Doctors told us that she would need to begin dialysis, probably immediately, as the newly donated kidney had been removed and her system had taken a beating. To everyone’s surprise, the kidney she’d originally received in Chicago rose to the occasion and when Bobbi was discharged from the hospital it was functioning well enough to delay dialysis. Weeks turned into months and the kidney kept working. Two years later it was still functioning, although at a steadily decreasing rate. Early this year, the dutiful kidney that had served Bobbi beyond our expectations began to falter.

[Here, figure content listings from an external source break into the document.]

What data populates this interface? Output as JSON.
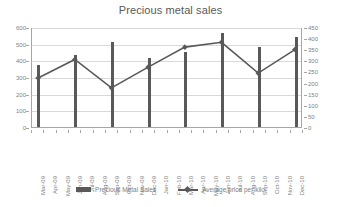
{
  "chart_data": {
    "type": "bar",
    "title": "Precious metal sales",
    "xlabel": "",
    "ylabel": "",
    "grid": true,
    "legend_position": "bottom",
    "categories": [
      "Mar-09",
      "Apr-09",
      "May-09",
      "Jun-09",
      "Jul-09",
      "Aug-09",
      "Sep-09",
      "Oct-09",
      "Nov-09",
      "Dec-09",
      "Jan-10",
      "Feb-10",
      "Mar-10",
      "Apr-10",
      "May-10",
      "Jun-10",
      "Jul-10",
      "Aug-10",
      "Sep-10",
      "Oct-10",
      "Nov-10",
      "Dec-10"
    ],
    "y_left_axis": {
      "ticks": [
        0,
        100,
        200,
        300,
        400,
        500,
        600
      ],
      "ylim": [
        0,
        600
      ]
    },
    "y_right_axis": {
      "ticks": [
        0,
        50,
        100,
        150,
        200,
        250,
        300,
        350,
        400,
        450
      ],
      "ylim": [
        0,
        450
      ]
    },
    "series": [
      {
        "name": "Precious Metal Sales",
        "type": "bar",
        "axis": "left",
        "color": "#595959",
        "values": [
          375,
          null,
          null,
          432,
          null,
          null,
          513,
          null,
          null,
          417,
          null,
          null,
          452,
          null,
          null,
          562,
          null,
          null,
          478,
          null,
          null,
          538
        ]
      },
      {
        "name": "Average price per kilo",
        "type": "line",
        "axis": "right",
        "color": "#595959",
        "values": [
          223,
          null,
          null,
          307,
          null,
          null,
          178,
          null,
          null,
          272,
          null,
          null,
          363,
          null,
          null,
          385,
          null,
          null,
          245,
          null,
          null,
          352
        ]
      }
    ]
  },
  "legend": {
    "items": [
      {
        "label": "Precious Metal Sales"
      },
      {
        "label": "Average price per kilo"
      }
    ]
  }
}
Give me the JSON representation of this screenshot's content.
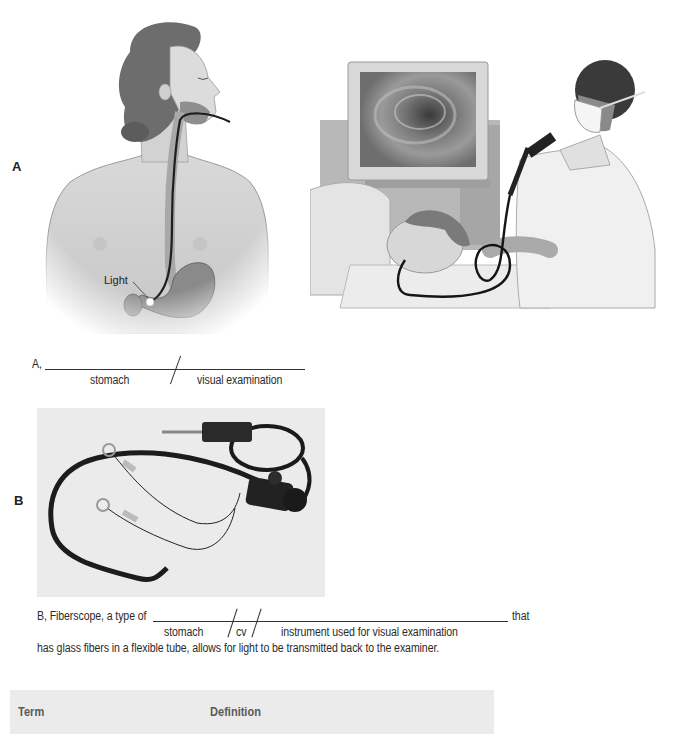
{
  "figure_a": {
    "label": "A",
    "illustration_left": {
      "description": "Front-view anatomical illustration of a woman with an endoscope passing through mouth and esophagus into the stomach",
      "callout": "Light"
    },
    "illustration_right": {
      "description": "Physician in mask performing a gastroscopy on a patient lying on her side, with monitor showing interior view"
    },
    "fill_in": {
      "prefix": "A,",
      "parts": [
        "stomach",
        "visual examination"
      ]
    }
  },
  "figure_b": {
    "label": "B",
    "photo": {
      "description": "Photograph of a flexible fiberscope (endoscope) with instruments"
    },
    "fill_in": {
      "prefix": "B, Fiberscope, a type of",
      "suffix": "that",
      "parts": [
        "stomach",
        "cv",
        "instrument used for visual examination"
      ],
      "continuation": "has glass fibers in a flexible tube, allows for light to be transmitted back to the examiner."
    }
  },
  "table": {
    "columns": [
      "Term",
      "Definition"
    ],
    "header_bg": "#ebebeb"
  }
}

It was time for Bobbi to get back on the waiting list, and to prepare for dialysis. The options were few and none were ideal. In her complicated situation, it would be best to avoid dialysis altogether, but the wait for an anonymous cadaver donor could take months, even years. I couldn’t stand by and watch my baby sister suffer any longer. Most people experience a streak of bad luck sometime in their life, but Bobbi had been dealt more than her fair share. How could I raise my children to love one another, to be passionate and giving, while I stood by and watched my sister suffer? How could I defend a decision not to give a kidney to improve the quality of their aunt’s life? And how would I live with the guilt every time I reached for the phone to share a laugh or discuss a problem with my baby sister before I remembered that she had died?

Our surgeries were completed on July 29, 2008. We’re both healing right on schedule. My sister’s lab tests show consistently good numbers and her prognosis is great. It’s been just over a month, and I feel great.